How to Get the Best Return on Investment Out of Your Web Development Team

Submitted by Sara Parks on 12/06/2013 - 03:00:pm

A new website is exciting. Making sure the project goes smoothly means forming a connection with the development team. A great development team will guide you through the process step by step. Here are six ways to help form that connection and create a long-lasting relationship.

Process is Important

  1. Business Goals. The reason for any new website changes should be to focus on reaching business goals. A development team should help you narrow those down so they can tailor each feature to your company's goals. The design and content strategy should give you a good return on investment.
  2. Milestones. Understanding how a project is segmented tells you about what a development team values. Once establishing business goals in the discovery/architecture phase, the following stages should run smoothly. Each phase of development should have clear deliverables that map directly to the outcome of the project's goals.
  3. Communication. The scope of work provides a specific game plan for the website, but consistent feedback keeps everyone in the loop as the project progresses.

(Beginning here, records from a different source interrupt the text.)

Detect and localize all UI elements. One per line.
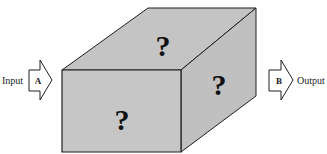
input-arrow-letter: A: [35, 76, 42, 86]
output-arrow-letter: B: [276, 76, 282, 86]
input-arrow: A: [29, 60, 52, 100]
black-box-diagram: A Input ? ? ? B Output: [0, 0, 327, 154]
front-face-question-mark: ?: [115, 103, 130, 136]
output-arrow: B: [269, 60, 293, 100]
input-label: Input: [2, 75, 23, 86]
output-label: Output: [297, 75, 325, 86]
side-face-question-mark: ?: [212, 68, 227, 101]
top-face-question-mark: ?: [156, 29, 171, 62]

No one likes surprises, so we provide a way for you to know what we are working on during each development phase.
  4. Ongoing Updates. Seeing each milestone completion is reassuring, but it is also nice to see the completion and progress of individual tasks. We use ClikCollab, our project management software, to keep track of each action item. This way, everyone involved knows the progress and sees how it contributes to the end goal.
  5. User experience. Development gets the functionality of each feature, but testing makes sure the end user can easily navigate through the site. Understanding the way users interact with the site helps to create a testing plan that makes sure the site is straightforward.
  6. Handoff. The project itself is an important stage to work through, but the company should be equipped to manage the site independently upon completion. Training at the end is used to walk administrative users through the site and show them the basic functionality. The client also receives a training document to be used for reference and in teaching employees, quickly and efficiently, to use the site.

Summary

Each individual deliverable should line up with the business goals a company seeks to achieve. Seeing the progress unfold one step at a time lets everyone how each task fits into the end goal. Testing the user experience means development lines up with business goals. Training equips the company to manage the site's content and tools to ensure a good return on investment. All of these communication tips make for a seamless project that forms a long-lasting relationship.

Do you have any tools or techniques you prefer? Let me know in the comments!